YouTube essayist Henry Nackenson, who goes by “Big Joel,” had some great insights on this in his reaction to “Melania,” the recent documentary about the first lady, which is an expensive — $75 million in production and marketing! — bribe offered by Amazon CEO Jeff Bezos to the Trump family. Part of the reason for the cost, it turns out, is that the soundtrack is stuffed with pricey needle drops, like The Rolling Stones’ “Gimme Shelter” and Michael Jackson’s “Billie Jean.” 

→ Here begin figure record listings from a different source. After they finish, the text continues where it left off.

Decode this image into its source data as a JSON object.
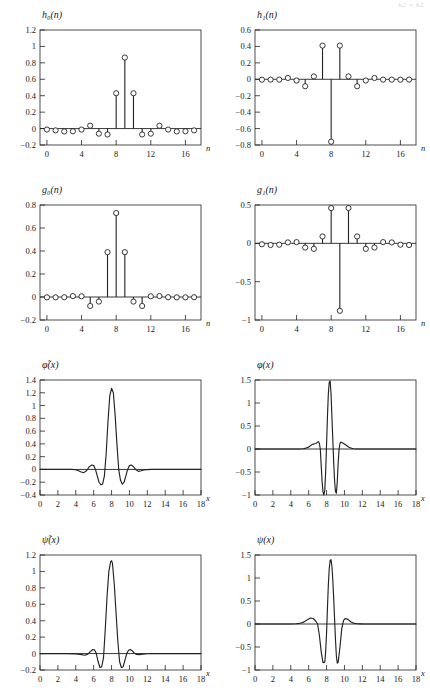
{
  "figure": {
    "corner_note": "h2 = h2",
    "xlabel_discrete": "n",
    "xlabel_continuous": "x"
  },
  "chart_data": [
    {
      "type": "bar",
      "subtype": "stem",
      "title": "h₀(n)",
      "xlabel": "n",
      "ylabel": "",
      "xlim": [
        -0.8,
        17.8
      ],
      "ylim": [
        -0.2,
        1.2
      ],
      "xticks": [
        0,
        4,
        8,
        12,
        16
      ],
      "yticks": [
        -0.2,
        0,
        0.2,
        0.4,
        0.6,
        0.8,
        1,
        1.2
      ],
      "ytick_labels": [
        "-0.2",
        "0",
        "0.2",
        "0.4",
        "0.6",
        "0.8",
        "1",
        "1.2"
      ],
      "grid": false,
      "categories": [
        0,
        1,
        2,
        3,
        4,
        5,
        6,
        7,
        8,
        9,
        10,
        11,
        12,
        13,
        14,
        15,
        16,
        17
      ],
      "values": [
        -0.012,
        -0.022,
        -0.035,
        -0.033,
        -0.012,
        0.035,
        -0.062,
        -0.072,
        0.43,
        0.865,
        0.43,
        -0.072,
        -0.062,
        0.035,
        -0.012,
        -0.035,
        -0.033,
        -0.022
      ]
    },
    {
      "type": "bar",
      "subtype": "stem",
      "title": "h₁(n)",
      "xlabel": "n",
      "ylabel": "",
      "xlim": [
        -0.8,
        17.8
      ],
      "ylim": [
        -0.8,
        0.6
      ],
      "xticks": [
        0,
        4,
        8,
        12,
        16
      ],
      "yticks": [
        -0.8,
        -0.6,
        -0.4,
        -0.2,
        0,
        0.2,
        0.4,
        0.6
      ],
      "ytick_labels": [
        "-0.8",
        "-0.6",
        "-0.4",
        "-0.2",
        "0",
        "0.2",
        "0.4",
        "0.6"
      ],
      "grid": false,
      "categories": [
        0,
        1,
        2,
        3,
        4,
        5,
        6,
        7,
        8,
        9,
        10,
        11,
        12,
        13,
        14,
        15,
        16,
        17
      ],
      "values": [
        -0.005,
        -0.004,
        -0.004,
        0.016,
        -0.015,
        -0.085,
        0.035,
        0.41,
        -0.76,
        0.41,
        0.035,
        -0.085,
        -0.015,
        0.016,
        -0.004,
        -0.004,
        -0.005,
        -0.004
      ]
    },
    {
      "type": "bar",
      "subtype": "stem",
      "title": "g₀(n)",
      "xlabel": "n",
      "ylabel": "",
      "xlim": [
        -0.8,
        17.8
      ],
      "ylim": [
        -0.2,
        0.8
      ],
      "xticks": [
        0,
        4,
        8,
        12,
        16
      ],
      "yticks": [
        -0.2,
        0,
        0.2,
        0.4,
        0.6,
        0.8
      ],
      "ytick_labels": [
        "-0.2",
        "0",
        "0.2",
        "0.4",
        "0.6",
        "0.8"
      ],
      "grid": false,
      "categories": [
        0,
        1,
        2,
        3,
        4,
        5,
        6,
        7,
        8,
        9,
        10,
        11,
        12,
        13,
        14,
        15,
        16,
        17
      ],
      "values": [
        -0.003,
        -0.003,
        -0.002,
        0.008,
        0.006,
        -0.078,
        -0.04,
        0.39,
        0.73,
        0.39,
        -0.04,
        -0.078,
        0.006,
        0.008,
        -0.002,
        -0.003,
        -0.003,
        -0.002
      ]
    },
    {
      "type": "bar",
      "subtype": "stem",
      "title": "g₁(n)",
      "xlabel": "n",
      "ylabel": "",
      "xlim": [
        -0.8,
        17.8
      ],
      "ylim": [
        -1.0,
        0.5
      ],
      "xticks": [
        0,
        4,
        8,
        12,
        16
      ],
      "yticks": [
        -1.0,
        -0.5,
        0,
        0.5
      ],
      "ytick_labels": [
        "-1",
        "-0.5",
        "0",
        "0.5"
      ],
      "grid": false,
      "categories": [
        0,
        1,
        2,
        3,
        4,
        5,
        6,
        7,
        8,
        9,
        10,
        11,
        12,
        13,
        14,
        15,
        16,
        17
      ],
      "values": [
        -0.012,
        -0.022,
        -0.018,
        0.012,
        0.016,
        -0.055,
        -0.072,
        0.09,
        0.46,
        -0.88,
        0.46,
        0.09,
        -0.072,
        -0.055,
        0.016,
        0.012,
        -0.018,
        -0.022
      ]
    },
    {
      "type": "line",
      "title": "φ̃(x)",
      "xlabel": "x",
      "ylabel": "",
      "xlim": [
        0,
        18
      ],
      "ylim": [
        -0.4,
        1.4
      ],
      "xticks": [
        0,
        2,
        4,
        6,
        8,
        10,
        12,
        14,
        16,
        18
      ],
      "yticks": [
        -0.4,
        -0.2,
        0,
        0.2,
        0.4,
        0.6,
        0.8,
        1,
        1.2,
        1.4
      ],
      "ytick_labels": [
        "-0.4",
        "-0.2",
        "0",
        "0.2",
        "0.4",
        "0.6",
        "0.8",
        "1",
        "1.2",
        "1.4"
      ],
      "grid": false,
      "x": [
        0,
        0.5,
        1,
        1.5,
        2,
        2.5,
        3,
        3.5,
        4,
        4.3,
        4.6,
        4.9,
        5.2,
        5.5,
        5.8,
        6,
        6.2,
        6.4,
        6.6,
        6.8,
        7,
        7.2,
        7.4,
        7.6,
        7.8,
        8,
        8.2,
        8.4,
        8.6,
        8.8,
        9,
        9.2,
        9.4,
        9.6,
        9.8,
        10,
        10.2,
        10.4,
        10.7,
        11,
        11.3,
        11.6,
        12,
        12.5,
        13,
        14,
        15,
        16,
        17,
        18
      ],
      "y": [
        0,
        0,
        0,
        0,
        0,
        0,
        0,
        0,
        -0.005,
        -0.02,
        -0.04,
        -0.05,
        -0.02,
        0.04,
        0.07,
        0.06,
        0.0,
        -0.1,
        -0.2,
        -0.24,
        -0.23,
        -0.1,
        0.25,
        0.75,
        1.15,
        1.27,
        1.2,
        0.85,
        0.4,
        0.0,
        -0.17,
        -0.23,
        -0.2,
        -0.1,
        0.0,
        0.06,
        0.07,
        0.05,
        0.0,
        -0.03,
        -0.02,
        -0.008,
        -0.002,
        0,
        0,
        0,
        0,
        0,
        0,
        0
      ]
    },
    {
      "type": "line",
      "title": "φ(x)",
      "xlabel": "x",
      "ylabel": "",
      "xlim": [
        0,
        18
      ],
      "ylim": [
        -1.0,
        1.5
      ],
      "xticks": [
        0,
        2,
        4,
        6,
        8,
        10,
        12,
        14,
        16,
        18
      ],
      "yticks": [
        -1.0,
        -0.5,
        0,
        0.5,
        1,
        1.5
      ],
      "ytick_labels": [
        "-1",
        "-0.5",
        "0",
        "0.5",
        "1",
        "1.5"
      ],
      "grid": false,
      "x": [
        0,
        1,
        2,
        3,
        4,
        5,
        5.4,
        5.7,
        6,
        6.2,
        6.4,
        6.6,
        6.8,
        7,
        7.1,
        7.2,
        7.3,
        7.4,
        7.5,
        7.6,
        7.7,
        7.8,
        7.9,
        8.0,
        8.1,
        8.2,
        8.3,
        8.4,
        8.5,
        8.6,
        8.7,
        8.8,
        8.9,
        9.0,
        9.1,
        9.2,
        9.3,
        9.4,
        9.5,
        9.6,
        9.8,
        10,
        10.2,
        10.5,
        10.8,
        11,
        11.3,
        11.6,
        12,
        13,
        14,
        15,
        16,
        17,
        18
      ],
      "y": [
        0,
        0,
        0,
        0,
        0,
        0,
        0.005,
        0.02,
        0.04,
        0.07,
        0.1,
        0.11,
        0.12,
        0.15,
        0.16,
        0.12,
        0.0,
        -0.35,
        -0.7,
        -0.93,
        -1.0,
        -0.9,
        -0.5,
        0.1,
        0.7,
        1.2,
        1.45,
        1.48,
        1.2,
        0.7,
        0.2,
        -0.3,
        -0.7,
        -0.93,
        -0.96,
        -0.7,
        -0.3,
        0.0,
        0.12,
        0.15,
        0.13,
        0.11,
        0.08,
        0.04,
        0.015,
        0.005,
        0,
        0,
        0,
        0,
        0,
        0,
        0,
        0,
        0
      ]
    },
    {
      "type": "line",
      "title": "ψ̃(x)",
      "xlabel": "x",
      "ylabel": "",
      "xlim": [
        0,
        18
      ],
      "ylim": [
        -0.2,
        1.2
      ],
      "xticks": [
        0,
        2,
        4,
        6,
        8,
        10,
        12,
        14,
        16,
        18
      ],
      "yticks": [
        -0.2,
        0,
        0.2,
        0.4,
        0.6,
        0.8,
        1,
        1.2
      ],
      "ytick_labels": [
        "-0.2",
        "0",
        "0.2",
        "0.4",
        "0.6",
        "0.8",
        "1",
        "1.2"
      ],
      "grid": false,
      "x": [
        0,
        1,
        2,
        3,
        4,
        4.5,
        5,
        5.3,
        5.6,
        5.9,
        6.1,
        6.3,
        6.5,
        6.7,
        6.9,
        7.1,
        7.3,
        7.5,
        7.7,
        7.9,
        8.0,
        8.1,
        8.3,
        8.5,
        8.7,
        8.9,
        9.1,
        9.3,
        9.5,
        9.7,
        9.9,
        10.1,
        10.3,
        10.5,
        10.8,
        11.1,
        11.5,
        12,
        13,
        14,
        15,
        16,
        17,
        18
      ],
      "y": [
        0,
        0,
        0,
        0,
        -0.004,
        -0.01,
        -0.02,
        -0.01,
        0.02,
        0.05,
        0.045,
        0.0,
        -0.1,
        -0.17,
        -0.16,
        -0.05,
        0.3,
        0.7,
        1.0,
        1.12,
        1.13,
        1.1,
        0.85,
        0.5,
        0.15,
        -0.1,
        -0.17,
        -0.16,
        -0.08,
        0.0,
        0.04,
        0.05,
        0.035,
        0.01,
        -0.01,
        -0.012,
        -0.006,
        -0.002,
        0,
        0,
        0,
        0,
        0,
        0
      ]
    },
    {
      "type": "line",
      "title": "ψ(x)",
      "xlabel": "x",
      "ylabel": "",
      "xlim": [
        0,
        18
      ],
      "ylim": [
        -1.0,
        1.5
      ],
      "xticks": [
        0,
        2,
        4,
        6,
        8,
        10,
        12,
        14,
        16,
        18
      ],
      "yticks": [
        -1.0,
        -0.5,
        0,
        0.5,
        1,
        1.5
      ],
      "ytick_labels": [
        "-1",
        "-0.5",
        "0",
        "0.5",
        "1",
        "1.5"
      ],
      "grid": false,
      "x": [
        0,
        1,
        2,
        3,
        4,
        4.6,
        5,
        5.3,
        5.6,
        5.9,
        6.2,
        6.5,
        6.8,
        7.0,
        7.2,
        7.4,
        7.6,
        7.8,
        7.9,
        8.0,
        8.1,
        8.2,
        8.3,
        8.4,
        8.5,
        8.6,
        8.7,
        8.8,
        8.9,
        9.0,
        9.1,
        9.2,
        9.3,
        9.5,
        9.7,
        9.9,
        10.1,
        10.4,
        10.7,
        11,
        11.4,
        11.8,
        12.2,
        13,
        14,
        15,
        16,
        17,
        18
      ],
      "y": [
        0,
        0,
        0,
        0,
        0,
        0.005,
        0.015,
        0.03,
        0.06,
        0.1,
        0.13,
        0.12,
        0.06,
        0.0,
        -0.25,
        -0.6,
        -0.84,
        -0.83,
        -0.6,
        -0.2,
        0.35,
        0.85,
        1.2,
        1.38,
        1.4,
        1.25,
        0.95,
        0.55,
        0.1,
        -0.35,
        -0.7,
        -0.85,
        -0.83,
        -0.5,
        -0.1,
        0.08,
        0.12,
        0.1,
        0.05,
        0.02,
        0.005,
        0.002,
        0,
        0,
        0,
        0,
        0,
        0,
        0
      ]
    }
  ]
}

But, as Nackenson explains, the song choices “lack motivation.” “Gimme Shelter” just underlays Melania Trump sitting on a plane, a boring scene that gains no urgency from the song. “Billie Jean” is also used randomly. Brett Ratner, the film’s director, doesn’t seem to understand that the music is supposed to add meaning and emotion to a scene, and the effect is “lazy and off-putting,” Nackenson argues.

But it does, though, make sense in the psychology of authoritarianism, which has a blinkered worldview that reduces all of humanity to the base impulses for status and power, and lacks room for the pleasures of art, love or anything outside the thrill of domination. The message of the film’s songs is clear: “Look what we can afford with Bezos money,” nothing else. There can’t be a deeper meaning for people like the Trumps, because there is nothing else there.

MAGA wants to control culture because they see that it’s powerful. But without that emotional connection to the art itself, it will always slip out of their grasp.